Your local sheriff might just want to know.

And so does JD Vance, it turns out.

But to enforce these laws or know when there’s something to enforce you really need access to medical records. You need to know and be able to prove when a woman was pregnant and then, before the end of normal gestation, stopped being pregnant. So if you live in Texas and you’re pregnant, can you go to your OB-GYN or will that be held against you if you’re found to have ceased being pregnant after a visit to Kansas? Does your OB have to report you to law enforcement if they believe there’s a real and present risk that you’ll go out of state to get an abortion or seek a prescription from an out of state doctor for mifepristone? And what about contraception, which some states are now also making moves to limit? Or how about IVF? This was the context of the HHS rule which was proposed in spring of 2023 and came into effect this spring. It applies to all of those questions.
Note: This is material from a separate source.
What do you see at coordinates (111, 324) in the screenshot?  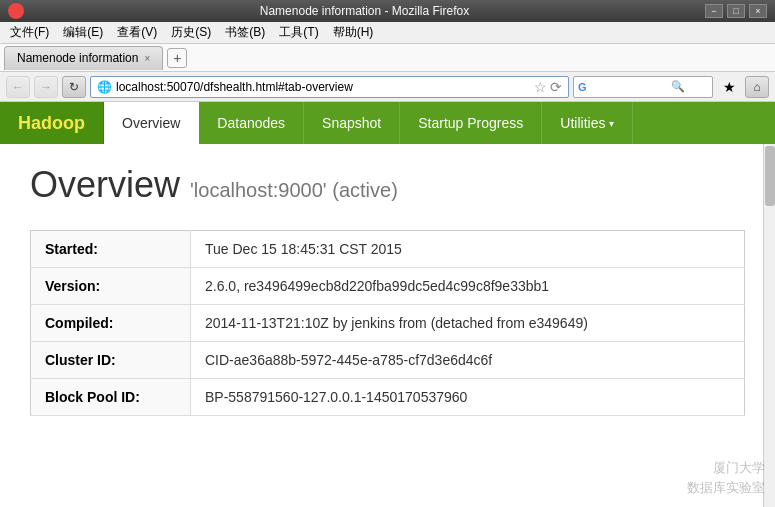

Now when this rule was first proposed back in 2023, a group of 28 members of Congress wrote to HHS Secretary Xavier Becerra demanding he withdraw the proposed rule “immediately.” (I was reminded of this letter when I saw this write up this morning.) They argued that the proposed rule “unlawfully thwarts the enforcement of compassionate laws” and “creates special protections for abortion that limit cooperation with law enforcement, undermine the ability to report abuse, restrict the provision of public health information … erase the humanity of unborn children” and “interfere with valid state laws protecting life.”
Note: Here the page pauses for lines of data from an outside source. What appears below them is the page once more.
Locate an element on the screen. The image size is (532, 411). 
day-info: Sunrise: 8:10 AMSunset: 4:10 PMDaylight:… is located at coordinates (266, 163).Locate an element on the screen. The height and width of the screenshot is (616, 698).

Now, I said 28 members of Congress. That’s not very many. You’ll remember there are 535 of them, of which 100 are senators. Vance was one of only eight Republican senators willing to go this hard for menstrual surveillance by state law enforcement agencies. The other 20 signatories are members of the House and a quick review of the names shows they are mostly hardcore Freedom Caucus types.

But think about it: even in the House GOP caucus, they could only get 20 people to sign this thing. That’s how extreme it is. But JD Vance signed.

This aspect of the post-Dobbs world is often treated as hyperbole in mainstream news coverage, something that might be theoretically possible but not something that’s actually going to happen. But Vance was one of only eight senators who thought this rule was a bridge too far and endangered “valid state laws protecting life” and would “limit cooperation with law enforcement.” That’s not just a campaign gotcha. He’s for real about this stuff.